Wednesday, December 2, 2009

Mother's Know Best....or do they?

Hello!

This week I am thinking about mothers and the saying "Mother's Know Best." I have decided that maybe that is not always the case. Perhaps some mothers are more like Mommie Dearest, rather than Donna Reed or Mrs. Cleaver of the 50's and 60's sitcoms. Perhaps some mothers act more like "smotherers' than mothers.

Yesterday I had the opportunity to see one mother in action and hear a scary story of another older mother, that made me think of the title I selected for this week's post. I have to of course admit that no mother is perfect, myself included. I have shared this with my children who are now all adults and told them any problem that occurs in their life I accept is probably my fault, the fault of the mother (it always is in the movies ) and I accept that fact. I told them I tried to do the best job that I could and that I am perfectly fine with them talking about me with a good therapist! Seriously though, let me tell you what happened.
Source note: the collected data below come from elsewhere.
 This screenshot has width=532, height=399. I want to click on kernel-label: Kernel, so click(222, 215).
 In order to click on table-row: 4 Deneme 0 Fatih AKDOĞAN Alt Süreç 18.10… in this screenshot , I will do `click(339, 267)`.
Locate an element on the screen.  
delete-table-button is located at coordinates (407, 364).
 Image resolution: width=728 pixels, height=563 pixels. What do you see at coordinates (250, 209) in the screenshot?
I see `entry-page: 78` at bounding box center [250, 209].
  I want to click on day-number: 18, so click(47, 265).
I work with young children and get the chance to see lots of parents. I have one young mother this year that troubles me. I do think she believes that she is behaving in the best interest of her daughter, but I wonder if she is. I also wonder if she can recognize what she is doing, and if her training as a social worker makes it harder to see what is happening. Each day she drops her daughter off at school and we go through the whole separation trauma. It begins with the mother asking her daughter if she wants to be at school, then asking her daughter if she is o.k., then walking her into school, then hanging around and asking her again if she is o.k. then finally, after at least 3-4 hugs, and more questions she leaves, at which point the daughter is usually upset until her mother walks out the door. After the mother finally leaves, the daughter is fine! Ah Ha ( I say to myself) Is the daughter upset about leaving her mother...OR is the mother upset about leaving her daughter? Is this mother through her behavior actually sending the message to her daughter that she wants to send, or is she sending the message to her daughter that she needs her mom to function well? I bet that is not what the mom wants. We all want to be loved and valued as parents, but by making our children overly reliant on us do we do them a disservice? Isn't the whole point of parenting to help our children become capable functioning adults in their own right?
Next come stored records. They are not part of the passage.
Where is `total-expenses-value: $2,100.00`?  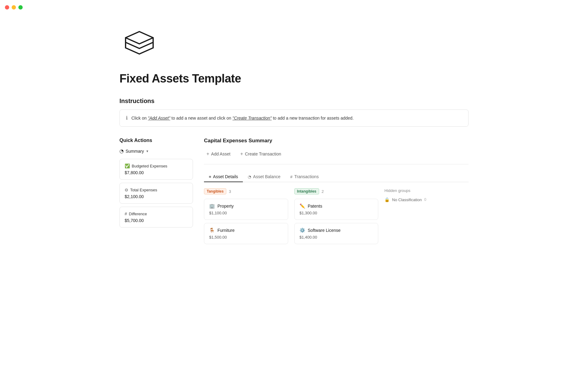 total-expenses-value: $2,100.00 is located at coordinates (156, 197).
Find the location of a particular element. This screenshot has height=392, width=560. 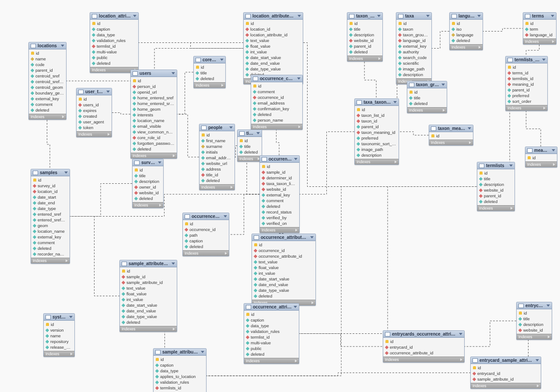

field: terms_id is located at coordinates (527, 73).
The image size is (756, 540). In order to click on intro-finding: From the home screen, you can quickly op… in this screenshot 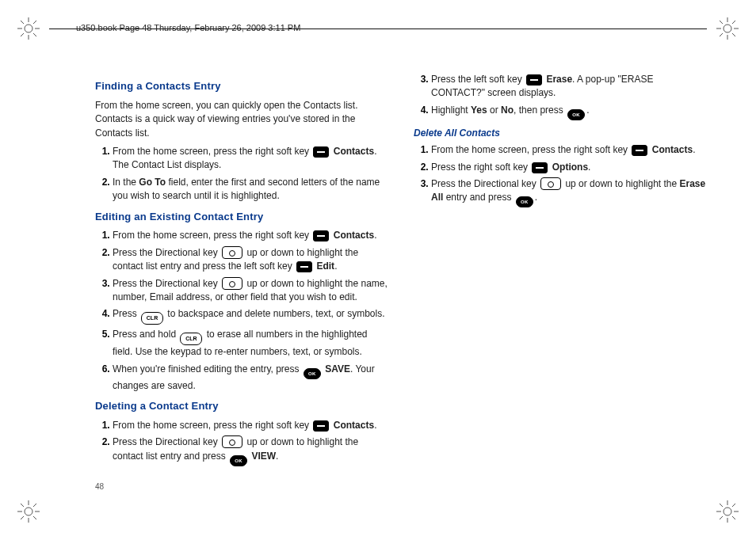, I will do `click(242, 120)`.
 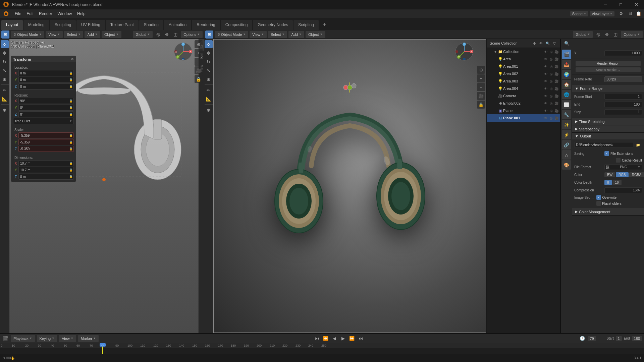 What do you see at coordinates (334, 339) in the screenshot?
I see `tl-play-back: ◀` at bounding box center [334, 339].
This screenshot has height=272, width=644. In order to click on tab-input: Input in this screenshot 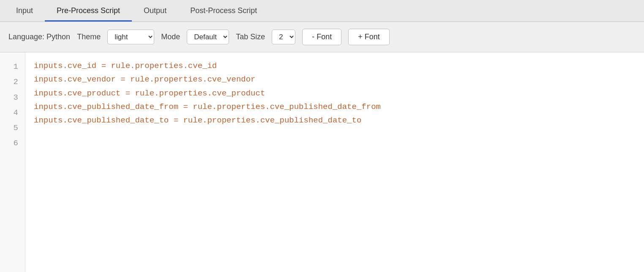, I will do `click(25, 11)`.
Round two. I had lunch with a colleague of mine yesterday. I was talking with her about the situation I just described and wondered about how we as parents send the right message to our children. The message that we love them, that they are capable and that they can succeed on their own. She shared a story with me about a mother we both know that I had never heard before. This is an extreme example! This mother actually had a time table, a life plan she designed for her daughter! She had decided that her daughter needed to be married by 24 and pregnant with her first child by the time she was 27! YIKES!!! Even scarier than the plan itself, is that the daughter is actually living it! And, yes, by the way, this mother even helped pick out who her daughter's husband is!!

A recent "Times" magazine had the title "The Case against Over Parenting". I think both of these mothers fall into that category, one of course, much more extreme than the other, but by sending a message like the first mother did to our young children do we limit their ability to be able to think for themselves, to be able to trust their own judgement as they grow, to undermine their own abilities to problem solve or make decisions on their own because parents have made all of them for them or send the subtle message through what we do or did that we don't think they are capable? Is that what being a good parent is? Is that how you raise capable nonf*@ked up adults? NO NO NO!! Our job as parents is to help each and every child find their own way, fill up their own life buckets with good stuff, not squeeze too hard and let them go...as hard as that is.

So love your children well. Try really hard not to design a life plan for them! Let them know through what you do and what you say that they can figure things out on their own and that you believe in them.